Kill Me Now
A Novel
-
- 13,99 €
-
- 13,99 €
Description de l’éditeur
One of the Most Anticipated Small Press Books of 2018 (Big Other)
"Timmy Reed writes like a whacked–out angel." —Amber Sparks, author of The Unfinished World and May We Shed These Human Bodies
Miles Lover is an imaginative but insecure adolescent skateboarder with an unfortunate nickname, about to face his first semester of high school in the fall. In Kill Me Now, Miles exists in a liminal space—between junior high and high school, and between three houses: his mother's, his father's, and the now vacant house his family used to call home in a leafy, green neighborhood of north Baltimore. Miles struggles against his parents, his younger identical twin sisters, his probation officer, his old friends, his summer reading list, and his personal essay assignment (having to keep a journal). More than anything, though, he wrestles with himself and the fears that come with growing up.
It's not until Miles begins a mutually beneficial friendship with a new elderly neighbor—whom his sisters spy on and suspect of murder—that he begins to find some understanding of lives different than his own, of the plain acceptance of true friends, and, maybe, just a little of himself in time to start a whole new year. When you're green, you grow, he learns. But when you're ripe, you rot.
With tenderness and tenacity, Timmy Reed's prose—written in a confessional tone via Miles's journal—captures the anguish and grit of adolescence, and the potential of growing up.
PUBLISHERS WEEKLY
The funny if inconsistent latest from Reed (IRL) follows 14-year-old Miles Lover, nicknamed "Retard," through the summer before he begins high school in Baltimore. Though he has a summer assignment to write an essay about himself, he is distracted by skateboarding, brawling, and obsessing about body parts and effluvia. Meanwhile, his former, empty house offers refuge from his parents' bitter divorce and the torture inflicted upon him by his younger twin sisters. If it weren't for Mister Reese, the old man down the street with whom he smokes weed, he'd have no nurturing at all. Miles's narrative voice is neurotic and funny, but as summer drags on, he has little to do but get in trouble, which can grow tedious. Luckily, his friendship with Mister Reese and Resee's home health aide, Nurse Brown, adds necessary warmth and provides him with sources of wisdom. Reed captures all the hilarious grossness of being a teenage boy in this solid coming-of-age story.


What is needed: For the material that follows, list every line containing the word "elements".

Information shown:

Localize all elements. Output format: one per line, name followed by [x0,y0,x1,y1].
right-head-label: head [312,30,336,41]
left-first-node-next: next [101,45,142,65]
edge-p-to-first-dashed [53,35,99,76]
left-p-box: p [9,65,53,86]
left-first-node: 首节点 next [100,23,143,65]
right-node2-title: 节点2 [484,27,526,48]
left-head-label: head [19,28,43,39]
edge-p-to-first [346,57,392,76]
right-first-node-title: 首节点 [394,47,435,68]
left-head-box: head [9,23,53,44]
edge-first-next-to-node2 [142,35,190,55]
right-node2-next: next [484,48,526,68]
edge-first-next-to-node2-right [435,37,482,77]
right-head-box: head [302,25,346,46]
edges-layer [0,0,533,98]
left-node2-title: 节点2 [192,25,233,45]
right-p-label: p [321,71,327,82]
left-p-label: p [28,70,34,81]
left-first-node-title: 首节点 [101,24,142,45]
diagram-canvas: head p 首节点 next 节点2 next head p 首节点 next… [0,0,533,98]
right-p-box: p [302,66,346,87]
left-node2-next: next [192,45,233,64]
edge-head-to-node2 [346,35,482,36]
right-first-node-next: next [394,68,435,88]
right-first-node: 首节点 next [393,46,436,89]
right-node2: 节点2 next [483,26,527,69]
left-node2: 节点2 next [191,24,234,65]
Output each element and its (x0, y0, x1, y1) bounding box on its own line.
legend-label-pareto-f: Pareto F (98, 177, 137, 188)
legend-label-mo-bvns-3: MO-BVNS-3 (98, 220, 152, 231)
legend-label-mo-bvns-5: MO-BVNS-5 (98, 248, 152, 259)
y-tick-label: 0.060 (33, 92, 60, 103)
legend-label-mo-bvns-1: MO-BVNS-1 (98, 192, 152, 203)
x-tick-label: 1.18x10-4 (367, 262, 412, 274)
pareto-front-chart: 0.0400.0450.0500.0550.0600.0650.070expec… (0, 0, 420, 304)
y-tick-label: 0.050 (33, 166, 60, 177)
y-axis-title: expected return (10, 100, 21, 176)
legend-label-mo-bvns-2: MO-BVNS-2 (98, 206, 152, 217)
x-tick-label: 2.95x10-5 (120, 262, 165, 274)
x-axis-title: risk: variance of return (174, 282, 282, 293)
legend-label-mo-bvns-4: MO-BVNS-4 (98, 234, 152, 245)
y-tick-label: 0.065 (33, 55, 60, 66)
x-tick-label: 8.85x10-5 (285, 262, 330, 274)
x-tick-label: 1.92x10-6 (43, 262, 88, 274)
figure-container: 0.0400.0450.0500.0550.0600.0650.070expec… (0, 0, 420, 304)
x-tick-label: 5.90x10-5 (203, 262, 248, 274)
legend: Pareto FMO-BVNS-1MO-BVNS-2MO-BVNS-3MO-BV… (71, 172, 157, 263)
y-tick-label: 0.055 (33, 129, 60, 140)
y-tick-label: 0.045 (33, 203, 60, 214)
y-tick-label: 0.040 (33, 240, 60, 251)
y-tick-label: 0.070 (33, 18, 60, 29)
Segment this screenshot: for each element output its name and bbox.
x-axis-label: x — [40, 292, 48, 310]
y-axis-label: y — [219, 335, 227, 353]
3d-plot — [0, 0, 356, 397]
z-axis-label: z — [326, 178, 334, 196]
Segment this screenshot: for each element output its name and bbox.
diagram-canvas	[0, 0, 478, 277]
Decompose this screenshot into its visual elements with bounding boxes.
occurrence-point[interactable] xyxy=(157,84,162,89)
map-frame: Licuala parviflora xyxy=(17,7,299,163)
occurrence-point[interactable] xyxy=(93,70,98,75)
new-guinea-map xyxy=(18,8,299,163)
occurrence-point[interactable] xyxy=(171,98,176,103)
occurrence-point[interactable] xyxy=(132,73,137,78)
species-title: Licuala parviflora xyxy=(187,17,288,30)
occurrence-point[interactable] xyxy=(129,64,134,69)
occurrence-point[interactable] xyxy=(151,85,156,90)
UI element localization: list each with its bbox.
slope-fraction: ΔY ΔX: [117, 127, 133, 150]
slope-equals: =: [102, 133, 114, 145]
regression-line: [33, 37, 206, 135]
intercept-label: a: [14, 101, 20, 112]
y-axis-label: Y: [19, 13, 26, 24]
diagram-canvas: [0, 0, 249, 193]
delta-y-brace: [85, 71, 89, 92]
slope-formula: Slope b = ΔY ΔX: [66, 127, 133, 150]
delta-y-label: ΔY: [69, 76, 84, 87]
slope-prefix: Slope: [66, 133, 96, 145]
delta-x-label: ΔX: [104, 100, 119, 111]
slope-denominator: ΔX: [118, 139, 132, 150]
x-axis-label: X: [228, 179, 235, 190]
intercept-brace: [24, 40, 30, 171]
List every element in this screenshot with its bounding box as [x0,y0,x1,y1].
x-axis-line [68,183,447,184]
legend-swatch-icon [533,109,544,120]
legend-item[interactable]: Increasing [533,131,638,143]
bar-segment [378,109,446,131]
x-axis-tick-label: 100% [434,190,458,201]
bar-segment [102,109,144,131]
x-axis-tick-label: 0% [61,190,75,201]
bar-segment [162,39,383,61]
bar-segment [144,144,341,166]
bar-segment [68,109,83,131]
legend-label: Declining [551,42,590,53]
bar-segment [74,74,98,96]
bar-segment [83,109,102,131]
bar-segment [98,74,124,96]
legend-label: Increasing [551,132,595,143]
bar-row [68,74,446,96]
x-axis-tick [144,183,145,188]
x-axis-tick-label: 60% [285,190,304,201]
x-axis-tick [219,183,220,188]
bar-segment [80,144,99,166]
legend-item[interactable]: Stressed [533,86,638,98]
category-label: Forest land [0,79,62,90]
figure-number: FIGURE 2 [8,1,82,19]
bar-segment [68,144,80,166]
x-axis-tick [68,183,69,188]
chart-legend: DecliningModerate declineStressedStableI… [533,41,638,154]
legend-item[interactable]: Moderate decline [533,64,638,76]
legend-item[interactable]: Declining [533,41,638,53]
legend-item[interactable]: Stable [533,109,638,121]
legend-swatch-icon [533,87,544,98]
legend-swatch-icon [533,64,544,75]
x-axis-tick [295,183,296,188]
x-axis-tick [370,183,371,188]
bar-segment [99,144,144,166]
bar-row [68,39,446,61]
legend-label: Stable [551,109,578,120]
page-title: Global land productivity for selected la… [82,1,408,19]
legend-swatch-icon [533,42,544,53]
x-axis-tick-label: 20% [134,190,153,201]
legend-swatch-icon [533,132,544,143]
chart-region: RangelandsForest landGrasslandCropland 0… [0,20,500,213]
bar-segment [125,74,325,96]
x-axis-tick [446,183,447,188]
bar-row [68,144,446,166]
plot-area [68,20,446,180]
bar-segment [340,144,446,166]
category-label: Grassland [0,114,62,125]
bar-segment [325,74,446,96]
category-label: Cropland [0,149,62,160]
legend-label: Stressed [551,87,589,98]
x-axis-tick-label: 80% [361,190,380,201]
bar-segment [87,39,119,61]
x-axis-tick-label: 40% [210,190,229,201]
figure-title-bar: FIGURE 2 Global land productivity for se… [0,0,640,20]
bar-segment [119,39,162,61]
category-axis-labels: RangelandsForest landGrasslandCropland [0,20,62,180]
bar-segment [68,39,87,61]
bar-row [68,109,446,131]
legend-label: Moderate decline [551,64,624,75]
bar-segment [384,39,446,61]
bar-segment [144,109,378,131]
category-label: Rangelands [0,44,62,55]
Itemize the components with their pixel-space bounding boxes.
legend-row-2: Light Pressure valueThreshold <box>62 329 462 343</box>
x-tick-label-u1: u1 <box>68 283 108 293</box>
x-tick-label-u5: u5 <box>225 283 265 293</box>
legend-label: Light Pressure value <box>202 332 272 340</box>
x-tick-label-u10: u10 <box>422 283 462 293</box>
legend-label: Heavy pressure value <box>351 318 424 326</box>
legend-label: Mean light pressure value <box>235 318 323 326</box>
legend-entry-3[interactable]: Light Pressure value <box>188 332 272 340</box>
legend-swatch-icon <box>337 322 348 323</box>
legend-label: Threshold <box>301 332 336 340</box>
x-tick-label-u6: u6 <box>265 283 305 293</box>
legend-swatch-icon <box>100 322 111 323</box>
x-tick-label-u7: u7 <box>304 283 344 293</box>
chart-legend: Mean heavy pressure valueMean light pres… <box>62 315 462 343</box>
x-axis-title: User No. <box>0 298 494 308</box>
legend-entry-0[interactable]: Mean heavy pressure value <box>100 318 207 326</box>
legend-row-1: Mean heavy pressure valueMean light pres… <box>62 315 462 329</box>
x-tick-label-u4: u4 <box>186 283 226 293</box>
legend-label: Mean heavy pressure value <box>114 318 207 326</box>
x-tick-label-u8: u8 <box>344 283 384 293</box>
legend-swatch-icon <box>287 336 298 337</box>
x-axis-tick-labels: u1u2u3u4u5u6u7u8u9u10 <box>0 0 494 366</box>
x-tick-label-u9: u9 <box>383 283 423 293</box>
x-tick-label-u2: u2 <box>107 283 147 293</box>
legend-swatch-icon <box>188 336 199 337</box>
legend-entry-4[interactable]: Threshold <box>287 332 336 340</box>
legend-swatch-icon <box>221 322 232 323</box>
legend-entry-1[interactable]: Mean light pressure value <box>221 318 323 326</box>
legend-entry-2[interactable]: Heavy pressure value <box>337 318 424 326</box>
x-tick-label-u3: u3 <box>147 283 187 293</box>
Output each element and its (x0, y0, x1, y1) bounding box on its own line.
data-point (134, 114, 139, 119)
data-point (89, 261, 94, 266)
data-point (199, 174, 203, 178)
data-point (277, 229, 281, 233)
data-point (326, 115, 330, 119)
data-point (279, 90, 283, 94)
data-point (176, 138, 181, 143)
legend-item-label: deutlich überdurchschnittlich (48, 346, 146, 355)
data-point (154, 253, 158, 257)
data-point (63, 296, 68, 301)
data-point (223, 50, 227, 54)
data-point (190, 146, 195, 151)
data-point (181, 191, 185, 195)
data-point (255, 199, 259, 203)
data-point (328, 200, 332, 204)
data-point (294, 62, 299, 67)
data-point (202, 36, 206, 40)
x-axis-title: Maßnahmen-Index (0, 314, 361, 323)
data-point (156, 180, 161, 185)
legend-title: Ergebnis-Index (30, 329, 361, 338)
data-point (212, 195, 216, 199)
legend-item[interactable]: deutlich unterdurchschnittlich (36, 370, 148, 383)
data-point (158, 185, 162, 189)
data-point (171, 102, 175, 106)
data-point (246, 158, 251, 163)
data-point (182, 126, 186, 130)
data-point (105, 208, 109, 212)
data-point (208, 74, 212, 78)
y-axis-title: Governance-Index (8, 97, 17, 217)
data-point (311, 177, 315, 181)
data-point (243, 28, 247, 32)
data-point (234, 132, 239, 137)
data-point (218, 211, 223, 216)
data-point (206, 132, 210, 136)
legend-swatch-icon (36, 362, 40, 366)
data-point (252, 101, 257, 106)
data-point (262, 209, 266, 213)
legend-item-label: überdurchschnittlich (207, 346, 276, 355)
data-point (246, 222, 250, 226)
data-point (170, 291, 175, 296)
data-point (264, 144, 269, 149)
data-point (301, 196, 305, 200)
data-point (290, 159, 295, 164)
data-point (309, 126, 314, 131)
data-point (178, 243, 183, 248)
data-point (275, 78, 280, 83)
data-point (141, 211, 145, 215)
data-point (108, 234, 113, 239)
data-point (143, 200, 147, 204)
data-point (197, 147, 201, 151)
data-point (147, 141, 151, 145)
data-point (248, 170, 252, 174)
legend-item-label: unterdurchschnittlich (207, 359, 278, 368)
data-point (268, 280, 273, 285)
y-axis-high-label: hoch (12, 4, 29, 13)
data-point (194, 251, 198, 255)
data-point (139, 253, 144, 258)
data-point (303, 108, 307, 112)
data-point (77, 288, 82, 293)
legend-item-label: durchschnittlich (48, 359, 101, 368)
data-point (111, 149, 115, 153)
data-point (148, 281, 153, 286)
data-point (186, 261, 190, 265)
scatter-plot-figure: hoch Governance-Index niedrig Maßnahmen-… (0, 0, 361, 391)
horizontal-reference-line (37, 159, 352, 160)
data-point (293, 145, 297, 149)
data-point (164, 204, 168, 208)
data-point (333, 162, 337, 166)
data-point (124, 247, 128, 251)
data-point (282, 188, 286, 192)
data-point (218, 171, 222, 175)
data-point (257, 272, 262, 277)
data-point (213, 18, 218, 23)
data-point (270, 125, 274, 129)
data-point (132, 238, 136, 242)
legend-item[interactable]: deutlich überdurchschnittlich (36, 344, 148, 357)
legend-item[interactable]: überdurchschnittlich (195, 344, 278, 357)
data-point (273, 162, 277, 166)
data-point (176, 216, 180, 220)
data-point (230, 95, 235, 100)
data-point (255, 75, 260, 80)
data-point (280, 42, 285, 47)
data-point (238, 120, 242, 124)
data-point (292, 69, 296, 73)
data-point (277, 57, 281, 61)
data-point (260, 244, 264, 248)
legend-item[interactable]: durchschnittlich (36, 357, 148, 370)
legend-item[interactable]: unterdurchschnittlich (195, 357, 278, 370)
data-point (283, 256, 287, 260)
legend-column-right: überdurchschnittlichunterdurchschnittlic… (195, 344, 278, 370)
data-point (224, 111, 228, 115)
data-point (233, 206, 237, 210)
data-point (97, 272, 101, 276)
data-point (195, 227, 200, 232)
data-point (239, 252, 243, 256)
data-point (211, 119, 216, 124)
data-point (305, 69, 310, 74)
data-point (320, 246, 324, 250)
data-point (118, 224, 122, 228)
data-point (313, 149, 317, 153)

Answer section:
Localize all elements. Output format: one per line, name followed by [x0,y0,x1,y1].
Decompose this screenshot into its visual elements with bounding boxes.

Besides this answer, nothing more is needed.